The Families Who Made Rome
by Anthony Majanlahti
Publication: May 2005
All rights: Chatto and Windus
400 pp.
How often does a visitor to Rome drift towards some landmark – the palazzo Barberini, say, or piazza Colonna – and wonder who created it? Why? What was their story? This fascinating book provides the answer. At once a history and a guide, it divides Rome into the districts dominated by the noble clans who in turn became fabulously rich when one of their members was made Pope: The Cenci, Colonna, della Rovere, Farnese, Borghese, Barberini and others. In each case Anthony Majanlahti tells the family story – powerful, bloody and vivid – with all the scandals and intrigues, the building of palazzi and piazza and churches, as well as relationships with artists like Bernini and Michaelangelo. An itinerary with maps and engravings then allows readers to walk round the area, with a detailed guide to buildings, streets, gardens and special features.

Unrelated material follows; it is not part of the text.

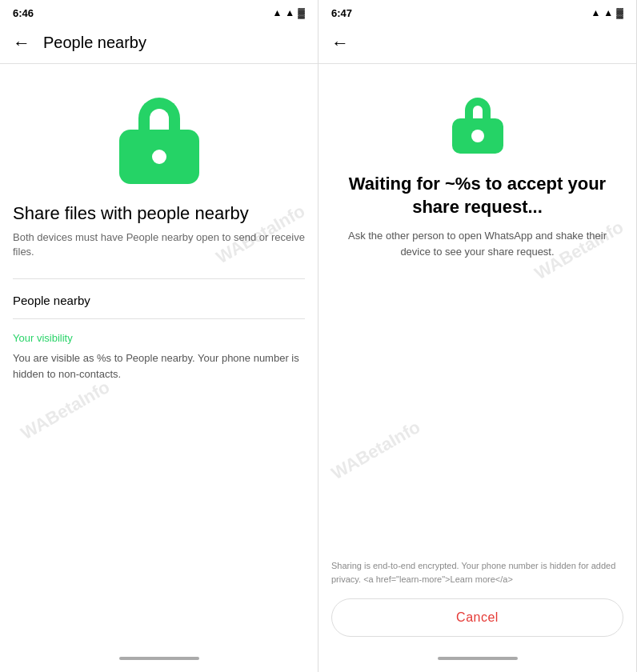  Describe the element at coordinates (478, 658) in the screenshot. I see `home-bar-line-right` at that location.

The Roman aristocracy placed their stamp on the city. Nobles, whether blowing up buildings with fireworks to make piazzas, or designing fountains to denote their bountiful wealth, created the dazzling splendour we see today. No other guide describes the development of Rome in this way: this book is completely new, including colourful material from old diaries and journals. As we stroll through Rome’s history – either literally or in the imagination – we discover it afresh. Famous sites like the Trevi Fountain, the Spanish Steps and even St Peter’s itself take on new significance as we watch the city rise from cramped medieval streets to become a glorious Renaissance and baroque panorama of piazzas and palaces, fountains and towers and domes. And always, in the background stand the ruins of the classical Imperial city, at once a model and a warning. Little ‘intermezzi’ fill in the background to each period, and the whole story runs on into the Rome of today, where remnants of these families still live – in gilded splendour, or squalor.
About the author:
Anthony Majanlahti is 35, an urban historian who graduated from the University of Toronto, and was for several years a researcher at the British School at Rome. This is his first book.